Carpenters: Singles 1969-81

Carpenters
Singles 1969-81
A&M
2000-05-23

If you were a child of the ’70s you probably have a soft spot for the squeaky-clean easy-listening sounds of Karen and Richard Carpenter. The all-American duo won three Grammy awards and scored 12 top ten hits including their bubbly feel-good anthem “On Top of the World,” the melancholy classic “Rainy Days and Mondays,” and the number one wedding song of the ’70s “We’ve Only Just Begun.” Yet for most people, listening to the Carpenters falls under the heading of “guilty pleasure.” Even the 1994 alternative rock tribute, If I Was a Carpenter, seemed to be done with tongue firmly planted in cheek. In my perfect pop-world, the recently released compilation Carpenters: Singles 1969-1981, which puts all 12 of the duo’s top ten hits together for the first time, would lift them forever from the “guilty pleasure” ghetto. No longer would they get lumped alongside such dubious ’70s musicians as The Captain and Tennille or Tony Orlando and Dawn .

Carpenters: Singles 1969-1981 is an update on their first collection of singles, Carpenters: Singles 1969-1973, which was never intended as a greatest hits package, but since the untimely death of Karen Carpenter in 1983 it has served as one. Included on Carpenters: Singles 1969-1981 is their 1975 #1 cover of “Please Mr. Postman,” as well as “I Won’t Last a Day Without You,” “Only Yesterday,” and their final top 20 hit, 1981’s “Touch Me When I’m Dancing.”

What made the Carpenters music so special, and raises it above the earlier mentioned ’70s duos was that beneath the smiling sheen of the Carpenters squeaky clean image, their toothy grins and matching sweaters, Karen Carpenter was battling pain and loneliness that her voice couldn’t hide. What’s obvious in listening to Carpenters: Singles: 1969-1981 as a collected works is the weight of depression and sadness that inhabits their music. Even the upbeat “On Top of the World” pulsates with a melancholy that is both unnerving and incongruous with the songs buoyant lyrics. In the wedding anthem “We’ve Only Just Begun” Karen’s plaintive vocals sound like she’s singing from the point of view of a new bride that knows the rosy family life promised to her by television and the media is a lie. It could almost be argued that the song’s eerie sadness foreshadows America’s late ’70s disillusionment with family and the exploding divorce rate. OK, so maybe that’s a stretch, but work with me.

On “Rainy Days and Mondays,” Karen Carpenter sings “What I’ve got they used to call the blues,” and that, in a nutshell is the key to the Carpenters’ greatness. They might be remembered as a the light-muzak favorites of a the “me generation,” but underneath the surface of those bubble-gum pop songs that made them famous, there is Karen Carpenter, singing the blues.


*WORK ORDER*
Find and copy each line in the material below where the string "tick" occurs.
____ EXTRACTED INFORMATION
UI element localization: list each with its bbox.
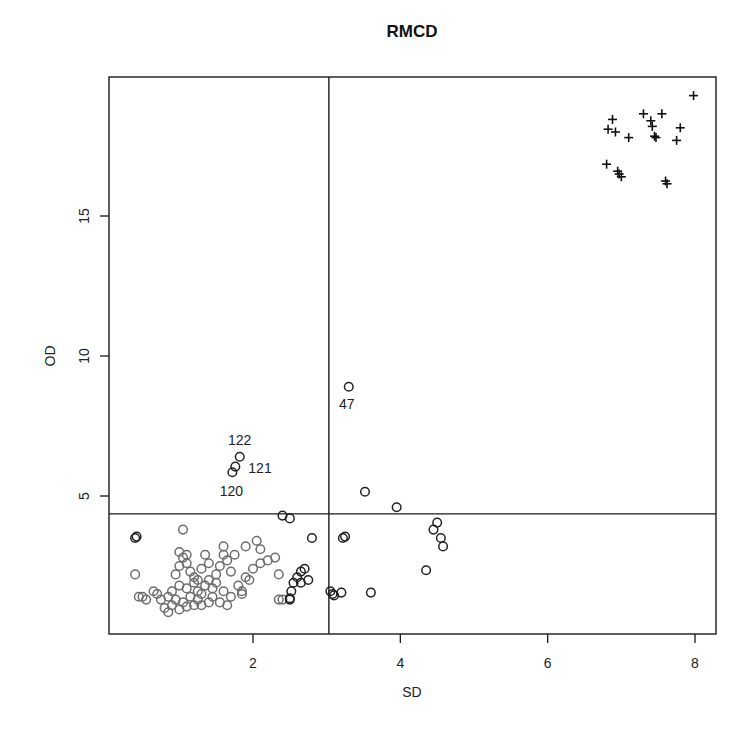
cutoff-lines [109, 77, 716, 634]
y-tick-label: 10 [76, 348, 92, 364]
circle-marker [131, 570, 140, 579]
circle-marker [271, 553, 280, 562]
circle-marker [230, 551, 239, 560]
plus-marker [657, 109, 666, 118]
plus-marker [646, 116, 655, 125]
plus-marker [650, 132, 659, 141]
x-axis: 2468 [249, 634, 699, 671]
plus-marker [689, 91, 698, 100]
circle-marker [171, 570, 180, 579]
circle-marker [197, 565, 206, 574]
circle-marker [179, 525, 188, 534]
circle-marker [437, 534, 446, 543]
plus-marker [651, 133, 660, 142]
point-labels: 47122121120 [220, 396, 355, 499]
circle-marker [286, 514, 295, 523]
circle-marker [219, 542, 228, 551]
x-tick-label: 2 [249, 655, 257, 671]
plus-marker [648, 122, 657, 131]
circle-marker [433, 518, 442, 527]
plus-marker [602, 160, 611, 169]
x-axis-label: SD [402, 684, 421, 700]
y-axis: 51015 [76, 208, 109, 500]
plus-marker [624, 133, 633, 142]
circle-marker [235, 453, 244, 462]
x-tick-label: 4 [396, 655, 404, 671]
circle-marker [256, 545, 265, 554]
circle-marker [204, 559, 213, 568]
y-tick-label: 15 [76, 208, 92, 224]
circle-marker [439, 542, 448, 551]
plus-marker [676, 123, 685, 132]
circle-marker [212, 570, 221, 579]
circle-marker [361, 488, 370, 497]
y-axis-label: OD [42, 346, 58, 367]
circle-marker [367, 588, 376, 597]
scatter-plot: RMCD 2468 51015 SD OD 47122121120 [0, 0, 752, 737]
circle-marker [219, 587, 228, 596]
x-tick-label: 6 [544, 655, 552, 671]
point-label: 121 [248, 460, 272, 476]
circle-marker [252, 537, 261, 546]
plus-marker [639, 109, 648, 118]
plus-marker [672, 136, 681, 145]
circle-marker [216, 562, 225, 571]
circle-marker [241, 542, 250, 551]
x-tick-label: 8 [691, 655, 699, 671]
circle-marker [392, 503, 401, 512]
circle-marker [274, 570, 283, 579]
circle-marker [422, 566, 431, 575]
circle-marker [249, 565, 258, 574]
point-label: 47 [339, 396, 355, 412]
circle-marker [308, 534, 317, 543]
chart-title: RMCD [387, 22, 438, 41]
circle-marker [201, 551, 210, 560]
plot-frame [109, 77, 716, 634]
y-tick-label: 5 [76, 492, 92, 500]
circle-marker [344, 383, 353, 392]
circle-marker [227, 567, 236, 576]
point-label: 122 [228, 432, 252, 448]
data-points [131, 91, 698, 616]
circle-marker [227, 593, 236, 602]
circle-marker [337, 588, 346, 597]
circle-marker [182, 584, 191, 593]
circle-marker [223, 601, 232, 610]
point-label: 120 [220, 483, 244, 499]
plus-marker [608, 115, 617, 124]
________
*RESULT BELOW*
y-tick-label: 10 [76, 348, 92, 364]
x-tick-label: 2 [249, 655, 257, 671]
x-tick-label: 4 [396, 655, 404, 671]
y-tick-label: 15 [76, 208, 92, 224]
x-tick-label: 6 [544, 655, 552, 671]
x-tick-label: 8 [691, 655, 699, 671]
y-tick-label: 5 [76, 492, 92, 500]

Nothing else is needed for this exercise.